Motivation Monday: The ‘mandatory minimum’ edition

Mandatory minimum usually refers to punishment. This week, though, it served as a motivational strategy that led to a few workouts that were longer and more intense than I thought I had in me.

It started on Friday, when I woke up early to squeeze in my weekly long run for my Virginia Beach Half-Marathon training. I needed to run somewhere between eight and 10 miles, so I told myself I had to run a minimum of four miles out before turning around, with an option for another mile out if I felt good at that point.

On Saturday, during a relaxed afternoon swim, I told myself I had to swim a minimum of 3X300 free as the main set, followed by a minimum of 4X100 sprint, leading to at least a 3,000-meter workout including a warmup and other sets.

And on Sunday, I told myself I needed to run at least three hill repeats on Park Valley Road, a super-steep .2-mile hill off Sligo Creek Trail, before shuffling—ahem, jogging—home.
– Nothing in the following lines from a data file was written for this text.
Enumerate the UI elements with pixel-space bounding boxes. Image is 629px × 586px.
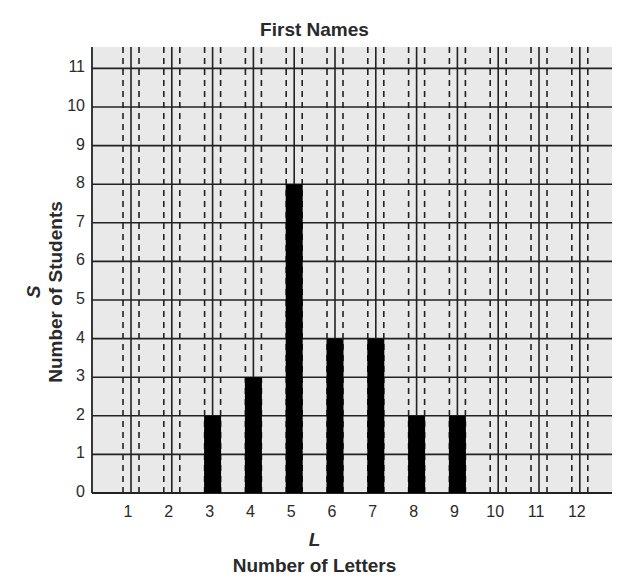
chart-canvas — [0, 0, 629, 586]
x-axis-variable: L — [0, 529, 629, 551]
bar-5 — [286, 184, 303, 493]
x-tick-label: 11 — [521, 503, 551, 521]
y-tick-label: 10 — [55, 97, 85, 115]
bar-6 — [327, 339, 344, 493]
bar-7 — [367, 339, 384, 493]
bar-4 — [245, 377, 262, 493]
y-axis-label: S Number of Students — [23, 142, 67, 442]
x-tick-label: 4 — [235, 503, 265, 521]
bar-3 — [204, 416, 221, 493]
x-tick-label: 7 — [358, 503, 388, 521]
bar-8 — [408, 416, 425, 493]
x-tick-label: 8 — [399, 503, 429, 521]
bar-9 — [449, 416, 466, 493]
x-tick-label: 3 — [195, 503, 225, 521]
y-tick-label: 0 — [55, 483, 85, 501]
y-axis-title: Number of Students — [45, 142, 67, 442]
y-axis-variable: S — [23, 142, 45, 442]
y-tick-label: 11 — [55, 58, 85, 76]
x-tick-label: 6 — [317, 503, 347, 521]
y-tick-label: 1 — [55, 444, 85, 462]
x-tick-label: 5 — [276, 503, 306, 521]
x-tick-label: 9 — [439, 503, 469, 521]
x-tick-label: 2 — [154, 503, 184, 521]
x-tick-label: 10 — [480, 503, 510, 521]
x-tick-label: 1 — [113, 503, 143, 521]
x-axis-label: Number of Letters — [0, 555, 629, 577]
x-tick-label: 12 — [562, 503, 592, 521]
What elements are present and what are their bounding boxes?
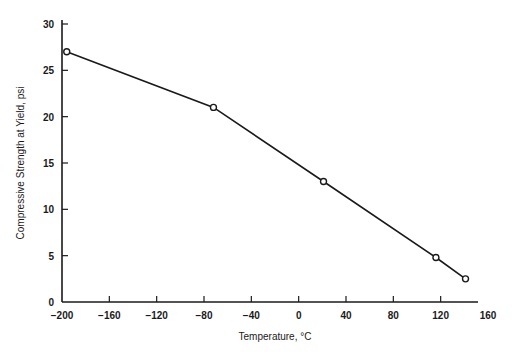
y-axis: 051015202530	[43, 19, 68, 308]
x-tick-label: 160	[480, 310, 497, 321]
y-tick-label: 25	[43, 65, 55, 76]
line-chart: 051015202530 −200−160−120−80−40040801201…	[0, 0, 512, 358]
x-tick-label: 120	[432, 310, 449, 321]
x-tick-label: 80	[388, 310, 400, 321]
y-tick-label: 0	[48, 297, 54, 308]
x-tick-label: 0	[296, 310, 302, 321]
data-point-marker	[433, 255, 439, 261]
x-tick-label: −80	[196, 310, 213, 321]
x-tick-label: −160	[98, 310, 121, 321]
data-point-marker	[64, 49, 70, 55]
x-tick-label: −40	[243, 310, 260, 321]
y-tick-label: 10	[43, 204, 55, 215]
y-tick-label: 5	[48, 251, 54, 262]
x-axis-label: Temperature, °C	[239, 331, 312, 342]
data-point-marker	[210, 104, 216, 110]
plot-area	[64, 49, 469, 282]
x-tick-label: 40	[340, 310, 352, 321]
x-tick-label: −200	[51, 310, 74, 321]
data-point-marker	[321, 179, 327, 185]
y-tick-label: 15	[43, 158, 55, 169]
data-point-marker	[463, 276, 469, 282]
y-axis-label: Compressive Strength at Yield, psi	[15, 87, 26, 240]
y-tick-label: 20	[43, 112, 55, 123]
series-line	[67, 52, 466, 279]
x-tick-label: −120	[145, 310, 168, 321]
y-tick-label: 30	[43, 19, 55, 30]
x-axis: −200−160−120−80−4004080120160	[51, 296, 497, 321]
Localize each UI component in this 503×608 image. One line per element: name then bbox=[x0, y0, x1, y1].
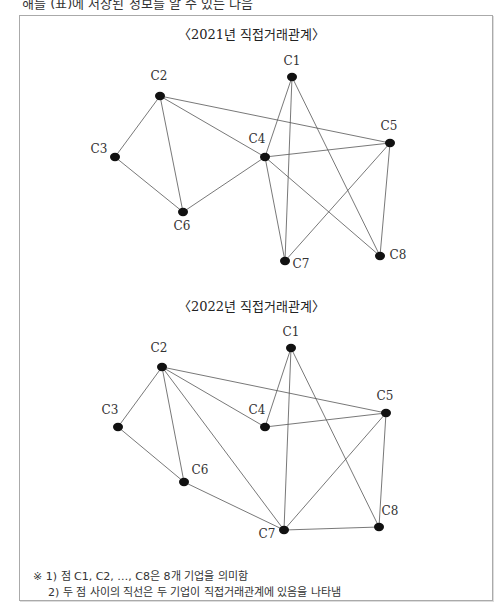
node-C2 bbox=[155, 92, 165, 100]
node-C2 bbox=[157, 363, 167, 371]
edge-C6-C4 bbox=[183, 157, 265, 212]
node-label-C4: C4 bbox=[249, 403, 266, 417]
node-label-C6: C6 bbox=[192, 463, 209, 477]
node-label-C8: C8 bbox=[382, 504, 399, 518]
edge-C2-C4 bbox=[162, 367, 265, 427]
node-C4 bbox=[260, 153, 270, 161]
edge-C1-C4 bbox=[265, 348, 291, 427]
edge-C4-C7 bbox=[265, 157, 285, 261]
node-label-C6: C6 bbox=[174, 219, 191, 233]
edge-C2-C4 bbox=[160, 96, 265, 157]
edge-C2-C3 bbox=[115, 96, 160, 157]
edge-C4-C8 bbox=[265, 157, 380, 256]
note-line-1: ※ 1) 점 C1, C2, …, C8은 8개 기업을 의미함 bbox=[33, 567, 248, 583]
edge-C1-C7 bbox=[285, 77, 292, 261]
node-C4 bbox=[260, 423, 270, 431]
node-C5 bbox=[385, 139, 395, 147]
node-C5 bbox=[381, 409, 391, 417]
edge-C3-C6 bbox=[118, 427, 184, 482]
node-label-C7: C7 bbox=[259, 527, 276, 541]
diagram-2022: C1C2C3C4C5C6C7C8 bbox=[102, 325, 399, 541]
edge-C2-C5 bbox=[162, 367, 386, 413]
node-label-C3: C3 bbox=[91, 142, 108, 156]
node-C1 bbox=[286, 344, 296, 352]
edge-C5-C7 bbox=[285, 143, 390, 261]
node-label-C1: C1 bbox=[284, 54, 301, 68]
edge-C4-C5 bbox=[265, 413, 386, 427]
edge-C2-C6 bbox=[162, 367, 184, 482]
node-label-C2: C2 bbox=[151, 341, 168, 355]
node-label-C5: C5 bbox=[381, 119, 398, 133]
node-C8 bbox=[374, 523, 384, 531]
edge-C5-C8 bbox=[380, 143, 390, 256]
edge-C1-C7 bbox=[284, 348, 291, 530]
edge-C2-C5 bbox=[160, 96, 390, 143]
edge-C7-C8 bbox=[284, 527, 379, 530]
edge-C2-C3 bbox=[118, 367, 162, 427]
diagram-2021: C1C2C3C4C5C6C7C8 bbox=[91, 54, 407, 271]
edge-C2-C6 bbox=[160, 96, 183, 212]
edge-C3-C6 bbox=[115, 157, 183, 212]
node-label-C7: C7 bbox=[293, 257, 310, 271]
node-C8 bbox=[375, 252, 385, 260]
node-label-C3: C3 bbox=[102, 403, 119, 417]
node-C1 bbox=[287, 73, 297, 81]
note-line-2: 2) 두 점 사이의 직선은 두 기업이 직접거래관계에 있음을 나타냄 bbox=[48, 583, 341, 599]
edge-C6-C7 bbox=[184, 482, 284, 530]
edge-C5-C7 bbox=[284, 413, 386, 530]
edge-C1-C8 bbox=[292, 77, 380, 256]
node-C6 bbox=[179, 478, 189, 486]
node-label-C8: C8 bbox=[390, 248, 407, 262]
node-C7 bbox=[280, 257, 290, 265]
node-label-C4: C4 bbox=[249, 132, 266, 146]
edge-C4-C1 bbox=[265, 77, 292, 157]
node-C3 bbox=[113, 423, 123, 431]
node-label-C1: C1 bbox=[283, 325, 300, 339]
node-label-C5: C5 bbox=[377, 389, 394, 403]
node-C6 bbox=[178, 208, 188, 216]
node-C7 bbox=[279, 526, 289, 534]
edge-C2-C7 bbox=[162, 367, 284, 530]
node-label-C2: C2 bbox=[151, 69, 168, 83]
edge-C1-C8 bbox=[291, 348, 379, 527]
node-C3 bbox=[110, 153, 120, 161]
network-diagrams: C1C2C3C4C5C6C7C8C1C2C3C4C5C6C7C8 bbox=[0, 0, 503, 608]
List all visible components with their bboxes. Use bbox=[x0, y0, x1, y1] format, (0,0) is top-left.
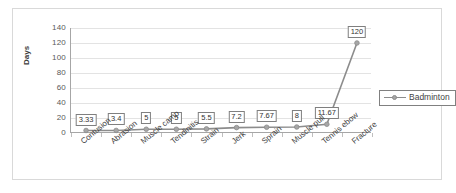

The net result: the first 10-miler of my Virginia Beach Half-Marathon training; a 4,750-meter swim that included 7X300 free, sprinting the first 10 strokes of every 50; and six sprints up the steepest hill I’ve found in this area, for a total of one mile—and more than 500 feet in elevation gain—of hill work.

My mandatory minimums took the pressure off each workout. It’s the same idea as telling yourself you only have to make it to the next telephone post on a difficult run— you know you’ll likely be able to run farther once you make it there, but focusing only on a small micro-goal makes the whole run feel less overwhelming.

This is a useful life skill, too. Former OMB director and marathoner Peter Orszag put it this way in my interview with him (in case you missed my Runner’s World interview with him, check it out here):

“Being in a job like this is very similar to running a marathon,” Orszag said. “If you focused on how far you have to go, it would be so stultifying and demoralizing, you would never actually do it.”

What kind of mental tricks do you employ to make workouts seem less overwhelming? And what’s motivating you this week?